When we started automating tests for Firefox OS, we knew that we could do a lot with automated testing on phone emulators–we could run in a very similar environment to the phone, using the same low level instruction set, even do some basic operations like SMS between two emulator processes. Best of all, we could run those in the cloud, at massive scale.
But, we also knew that emulator based automation wasn’t ever going to be as complete as actually testing on real phones. For instance, you can’t simulate many basic smart phone operations: calling a number, going to voice-mail, toggling airplane mode, taking a picture, etc. So, we started trying to get phones running in automation very early with Firefox OS, almost two years ago now.
We had some of our very early Unagi phones up and running on a desk in our office. That eventually grew to a second generation of Hamachi based phones. There were a couple of core scalability problems with both of these solutions:
- No reliable way to power-cycle a phone without a human walking up to it, pulling out the battery and putting it back in
- At the time these were pre-production phones (hence the code names), and were hard to get in bulk from partners. So, we did what we could with about 10 phones that ran smoketests, correctness tests, and performance tests.

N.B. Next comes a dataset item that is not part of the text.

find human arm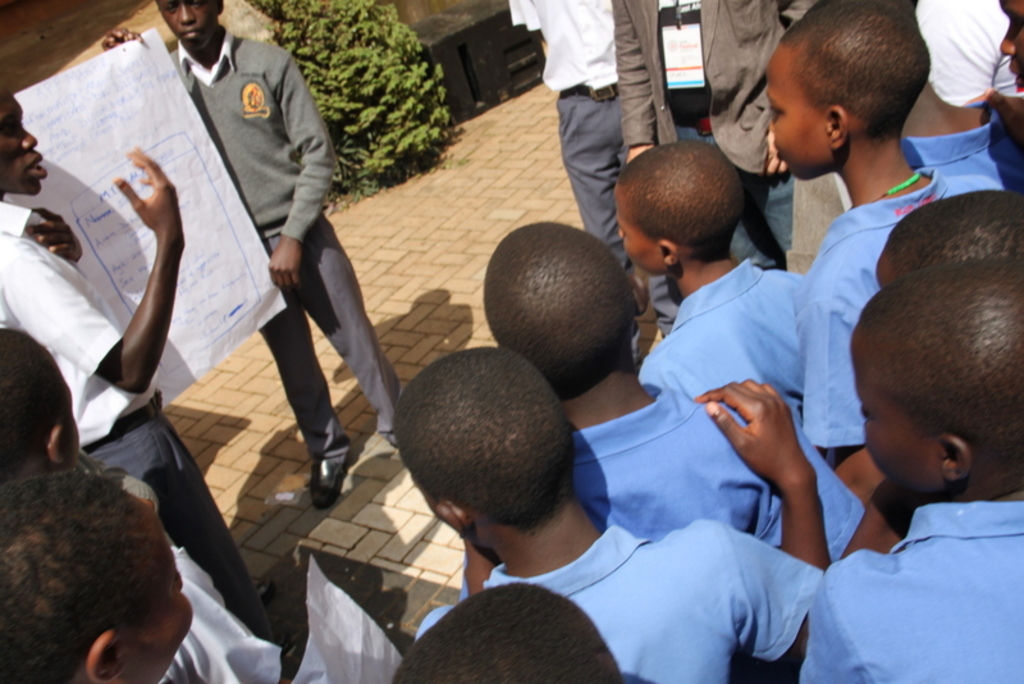
(x1=462, y1=541, x2=497, y2=594)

- All of the automation jobs and results had to be tracked by hand. And status had to be emailed to developers — there was no way to get these reporting to our main automation dashboard, TBPL.
- Because we couldn’t report status to TBPL, maintaining the system and filing bugs when tests failed had to be done entirely by a dedicated set of 4 QA folk–not a scalable option, to say the least.
Because of points 1 and 2, we were unable to truly scale the number of devices. We only had one person in Mountain View, and what we had thought of as a part time job of pulling phone batteries soon became his full time job. We needed a better solution to increase the number of devices while we worked in parallel to create a better dashboard for our automation that would allow a system like this to easily plug in and report its results.
The Flame reference device solved that first problem. Now, we had a phone whose hardware we could depend on, and Jon Hylands was able to create a custom battery harnesses for it so that we could instruct our scripts to automatically detect dead phones and remotely power cycle them (and in the future, monitor power consumption). Because we (Mozilla) commissioned the Flame phone ourselves, there were no partner related issues with obtaining pre-production devices–we could easily get as many as we needed. After doing some math to understand our capacity needs, we got 40 phones to seed our prototype lab to support per-push automation.
As I mentioned, we were solving the dashboard problem in parallel, and that has now been deployed in the form of Treeherder, which will be the replacement for TBPL. That solves point 3. All that now remains is point 4. We have been hard at work on crafting a unified harness to run the Gaia Javascript tests on device which will also allow us to run the older, existing python tests as well until they can be converted. This gives us the most flexibility and allows us to take advantage of all the automation goodies in the existing python harness–like crash detection, JSON structured logging, etc. Once it is complete, we will be able to run a smaller set of the same tests the developers run locally per each push to b2g-inbound on these Flame devices in our lab. This means that when something breaks, it will break tests that are well known, in a well understood environment, and we can work alongside the developers to understand what broke and why. By enabling the developers and QA to work alongside one another, we eliminate the scaling problem in point 4.
It’s been a very long road to get from zero to where we are today. You can see the early pictures of the “phones on a desk” rack and pictures of the first 20 Flames from Stephen’s presentation he gave earlier this month.
A number of teams helped get us to this point, and it could not have been done without the cooperation among them: the A*Team, the Firefox OS Performance team, the QA team, and the Gaia team all helped get us to where we are today. You can see the per-push tests showing up on the Treeherder Staging site as we ensure we can meet the stability and load requirements necessary for running in production.
Last week, James Lal and his new team inherited this project. They are working hard to push the last pieces to completion as well as expanding it even further. And so, even though Firefox OS has had real phone automation for years, that system is now coming into its own. The real-phone automation will finally be extremely visible and easily actionable for all developers, which is a huge win for everyone involved.